#### Dataset excerpts

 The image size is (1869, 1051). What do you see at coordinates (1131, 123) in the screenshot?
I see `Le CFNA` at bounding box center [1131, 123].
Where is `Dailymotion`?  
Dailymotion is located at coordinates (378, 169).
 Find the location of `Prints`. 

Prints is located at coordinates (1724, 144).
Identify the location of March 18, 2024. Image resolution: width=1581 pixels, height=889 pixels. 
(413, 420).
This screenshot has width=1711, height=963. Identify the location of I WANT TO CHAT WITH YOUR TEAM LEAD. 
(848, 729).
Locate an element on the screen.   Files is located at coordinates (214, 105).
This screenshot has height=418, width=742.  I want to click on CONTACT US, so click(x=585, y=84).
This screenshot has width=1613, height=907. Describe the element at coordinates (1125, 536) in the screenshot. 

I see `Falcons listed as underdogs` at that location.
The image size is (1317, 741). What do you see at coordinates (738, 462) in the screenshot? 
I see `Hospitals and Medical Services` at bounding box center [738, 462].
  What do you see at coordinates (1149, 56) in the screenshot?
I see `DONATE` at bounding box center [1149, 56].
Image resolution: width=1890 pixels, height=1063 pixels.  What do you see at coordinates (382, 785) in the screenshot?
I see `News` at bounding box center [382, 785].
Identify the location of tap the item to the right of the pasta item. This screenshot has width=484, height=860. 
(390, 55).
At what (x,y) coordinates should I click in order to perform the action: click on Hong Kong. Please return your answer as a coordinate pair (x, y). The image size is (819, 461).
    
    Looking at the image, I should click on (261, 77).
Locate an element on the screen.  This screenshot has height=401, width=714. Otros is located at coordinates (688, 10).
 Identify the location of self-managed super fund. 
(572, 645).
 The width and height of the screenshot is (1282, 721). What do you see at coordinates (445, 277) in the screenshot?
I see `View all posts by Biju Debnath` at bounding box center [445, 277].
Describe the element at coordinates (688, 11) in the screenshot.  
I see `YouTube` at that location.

########

_Goal of the exercise_.
Out of the data above, give again only the lines starting at the one holding "Identify the location of March" and ending at the one holding "This screenshot has height=418, width=742.", unchanged.

_Response to the task_.
Identify the location of March 18, 2024. Image resolution: width=1581 pixels, height=889 pixels. 
(413, 420).
This screenshot has width=1711, height=963. Identify the location of I WANT TO CHAT WITH YOUR TEAM LEAD. 
(848, 729).
Locate an element on the screen.   Files is located at coordinates (214, 105).
This screenshot has height=418, width=742.  I want to click on CONTACT US, so click(x=585, y=84).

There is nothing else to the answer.